In a Year of 13 Moons

In a Year of 13 Moons
Theatrical release poster
GermanIn einem Jahr mit 13 Monden
Directed byRainer Werner Fassbinder
Written byRainer Werner Fassbinder
Produced byRainer Werner Fassbinder
StarringVolker Spengler
Ingrid Caven
Gottfried John
CinematographyRainer Werner Fassbinder
Edited byRainer Werner Fassbinder
Juliane Lorenz
Music byPeer Raben
Distributed byTango-Film
Filmverlag der Autoren
Release date
  • 17 November 1978 (1978-11-17)
Running time
124 minutes
CountryWest Germany
LanguageGerman

In a Year of 13 Moons (German: In einem Jahr mit 13 Monden) is a 1978 West German drama film written, produced and directed by Rainer Werner Fassbinder. It stars Volker Spengler, Ingrid Caven, Gottfried John, Elisabeth Trissenaar, Eva Mattes and Günther Kaufmann.

The film was made three months after the suicide of Fassbinder's lover at the time, Armin Meier. There are some real life details from Meier's life that are incorporated into Elvira's character.[1]

Plot

The story takes place in a year with 13 moons, with the following title card shown at the beginning of the movie:

Every seventh year is a year of the moon. People whose lives are strongly influenced by their emotions suffer more intensely from depression in these years. To a lesser degree this is also true of years with 13 moons. When a moon year also has 13 moons, inescapable personal tragedies may occur.[2]

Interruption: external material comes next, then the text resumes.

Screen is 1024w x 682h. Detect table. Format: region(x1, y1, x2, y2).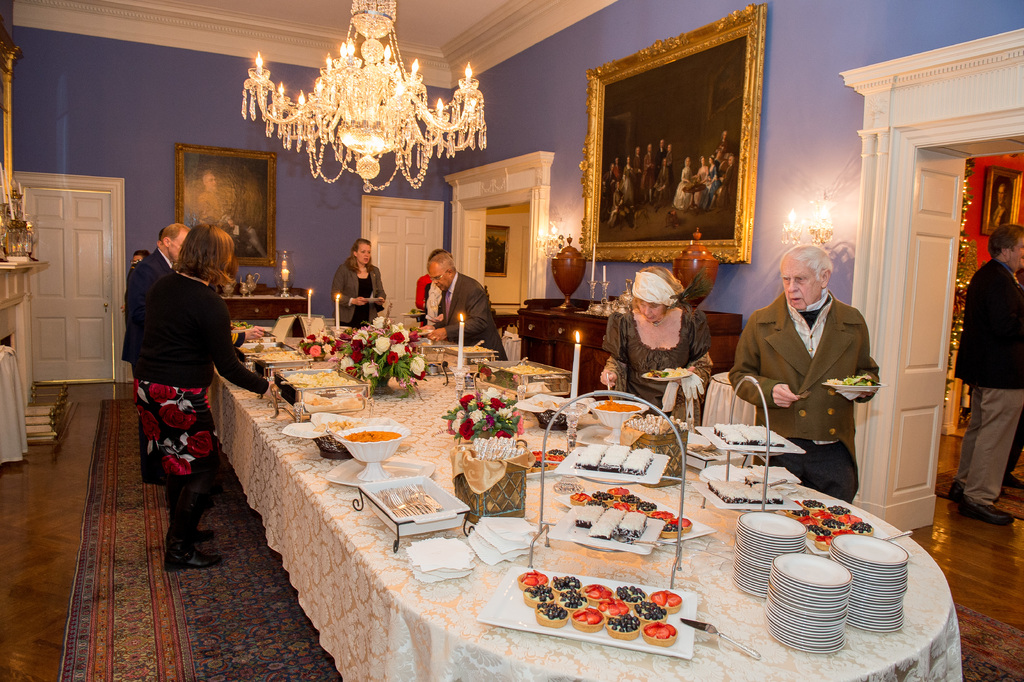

Elvira Weishaupt was a butcher named Erwin, who was happily married, and loved his wife and daughter. Then one day Erwin met Anton Saitz and fell in love with him, but Anton nonchalantly said he would only be interested if Erwin were a woman. Erwin took the statement literally, and gave up his entire life, work and family, and had a sex change operation, becoming Elvira.

But she soon finds out that Anton has moved on and abandoned her, and now she revisits her past life in order to make sense of her new identity, in an effort to put her life back together. In the end, she commits suicide.

Cast

Reception

On the review aggregator website Rotten Tomatoes, the film has a score of 76%, based on 17 film critic's reviews.[3] Film critic Jay Scott said "the movie is a relentlessly uncompromising, keening cri de coeur, a movie that has turned a wake into a work of art." He went on to say that "never before has the intense, depressive, claustrophobic interior world of the potential suicide been brought to the screen with such force."[4]

Film critic Vincent Canby wrote it is "not a film to recommend to anyone who isn't familiar with other work by this director; without adequate preparation, the uninitiated movie patron might think he was having a nightmare about a nightmare; the movie is grotesque, arbitrary, sentimental and cold as ice."[5]

Richard Brody commented that "Fassbinder has Elvira revisit the stages of her life with raucous humor and hysterical melodrama, and Volker Spengler throws himself into the role with heartbreaking abandon."[6] In her review for Film Comment, Violet Lucca observed the movie "is elegiac and complex, allowing a panoply of potential readings; it's the most elegant release of grief transfigured into film, embodying its indiscriminate effects."[1]

See also

References

  1. ^ a b Lucca, Violet (26 November 2014). "Fassbinder Diary #2: In a Year of 13 Moons". Film Comment. Archived from the original on 28 April 2025.
  2. ^ Maclay, Willow; Gardner, Caden (2024). Corpses, Fools and Monsters: The History and Future of Transness in Cinema. Watkins Media. p. 85. ISBN 978-1-914420-59-7.
  3. ^ "In a Year of 13 Moons". Rotten Tomatoes. Archived from the original on 8 October 2025. Retrieved 8 October 2025.
  4. ^ Scott, Jay (1994). Great Scott: The Best of Jay Scott's Movie Reviews. McClelland & Stewart. pp. 79–80. ISBN 0-7710-3365-6.
  5. ^ Canby, Vincent (8 October 1979). "Film: Fassbinder's 'Year of 13 Moons': Unalterable Condition". The New York Times. Archived from the original on 25 October 2022.
  6. ^ Brody, Richard (19 May 2016). "In a Year of 13 Moons". The New Yorker. Archived from the original on 7 June 2023.